An interesting exploration of therapy for ex-cult members which starts with the conceptual premise that the Guru figure in the cult is a mother figure, not a Father figure.

This appear highly relative to BKism, where the idea of Baba Lekhraj Kirpalani as "The Mother" and a female leadership is central. The therapists pose that at the beginning of our lives we thus find ourselves wholly dependent on the guiding support of our mothers, who validate our feelings by ascribing names to them. This enables us as infants to emerge from the turmoil of the unknown into a known reality where we can then begin to think.

Guru figures, they suggest, operate subtly by penetrating the very source of thought in individuals, gaining an inordinate control over the working of the victims' minds in order to impose their teachings and program the devotee to be no longer capable of independent thought.

Thinking about my own experience in BKism, I can remember the artificially created turmoil of entering into the false BK world, of being schooled in "correct thinking" and their reality, of receiving the motherly and womanly attention as a "new BK (child)" ... but also the moments where my own maternal figures, and real world authorities and guides, were usurped by the BK "mother" figures, e.g. the first time I was handed over to senior Sisters to seek their "Shrimat".

I've often written how I think the lifestyle, language and conceptual building blocks of BKism were infantilising; and how it important it is to study the BK use of language to see what strings in our psyches they are pulling. Here, of course, is the other half it ... the subtle mental infiltration from which control is gained. Not something necessarily novel, sinister or conspiratorial ... but rather an exploitation of something very nature to human beings from a very long time. Matriarchal influence within communities ... a role or tendency adopted by the BKs aunties who lack a nature expression of it, i.e. their own children.

I was thinking about how otherwise intelligent Western BKs get caught by the "ego gratification" the Kirpalani Klan can offer them now that they have nice, expensive properties, good contacts etc. It's seductive for some if you cannot do it for yourself.

The article refers to a new approach to post-cult therapy I had not heard of. There's a lack of good support facilities for cult survivors or cult exiters.
False Gods and how to eliminate them

Dr Franceline James, Psychiatrist, psychotherapist FMH, Responsible of the Consultation for victims of cults, Geneva Association of Ethno-Psychiatry (AGE) - from 2015 FECRIS Conference

Introduction: Who We Are

We are a group of therapists working as a team within the Geneva Association of Ethno- Psychiatry to treat victims of undue influence. Our first consultation service, for patients from the migrant community whose therapists had been unable to help them using conventional methods, has been running since 1990.

In 2006, AGE launched a second consultation service for victims of undue influence, applying the same theory and clinical practice as withethno-psychiatry. We are an independent group, co-therapists who work on a voluntary basis. We are not affiliated with any religious, political, or other type of group, party, movement, or institution.

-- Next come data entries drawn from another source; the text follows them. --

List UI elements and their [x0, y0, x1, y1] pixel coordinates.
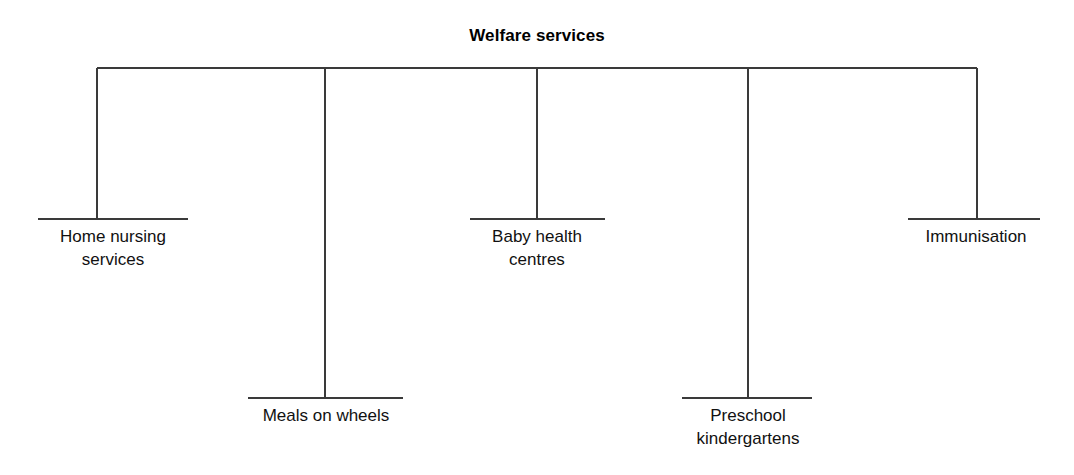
node-label-home-nursing-services: Home nursing services	[60, 226, 166, 271]
node-label-baby-health-centres: Baby health centres	[492, 226, 582, 271]
node-label-meals-on-wheels: Meals on wheels	[263, 405, 390, 428]
node-label-preschool-kindergartens: Preschool kindergartens	[696, 405, 799, 450]
diagram-canvas: Welfare services Home nursing servicesMe…	[0, 0, 1074, 475]
node-label-immunisation: Immunisation	[925, 226, 1026, 249]
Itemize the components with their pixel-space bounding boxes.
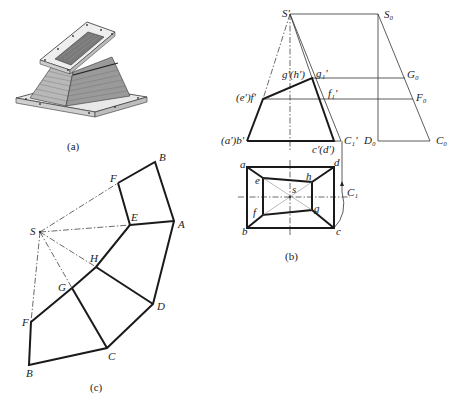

Ethno-psychiatry and undue influence

People who are caught up by undue influence are hooked through a specific form of exchange that enables the guru to get inside their mind. The theory on this type of mind control resembles what traditional societies consider as possession. Confronted with a victim who has been possessed, traditional healers seek to identify the intruder entity and to understand what it wants so as to make it leave. When we practice ethno-psychiatry and we receive a patient who is a migrant, we base our approach on such “traditional schools” to help them recover.

Mind control or possession, as a theory, has much in common with the tenets of Western trauma psychology. Accordingly, ethno-psychiatry methodology is ideally suited to handling people whose minds have suffered manipulation as a result of joining a cult.

False Gods: A Synopsis

Doubts

Typically, people who have come out of a cult and who consult us will say in the first session, “I don’t know what I believe” ... “I don’t know what I can trust anymore” ... ”I don’t know what I think anymore” ... “I don’t know what is true anymore.”. None of them trust their ability to relate to reality at all, which often means they are diagnosed as psychotic. Their very capacity to think or to act has been undermined at its verycore. How can spending time in a cult have had that effect?

Note

Let us note at the outset; one cannot not trust anything. Belief is the primal act of the human psyche that makes thought possible.

Before there can be Descartes’ “I think, therefore I am” , there has to have been a mental process of, “I believe, therefore I can think”. Normally, the sequence is so tangled as to be indistinct to the individual mind. Only too naturally do we assume our ability to think, forgetting it presupposes belief.

Belief

What sort of belief?


At the very start of life, the newborn has to know before anything else that he can trust an existing reality: his own, his mother’s. The certainty conditions the whole way the mind functions. Yet the process of exchange between the baby and the mother will already be based on what came first; the sensations related to bodily functions.

The infant becomes convinced of his reality through those bodily sensations when they are validated by his mother’s words as she empathises, “Oh, you’re cold” ... “You’re hungry”, or “Something frightened you”...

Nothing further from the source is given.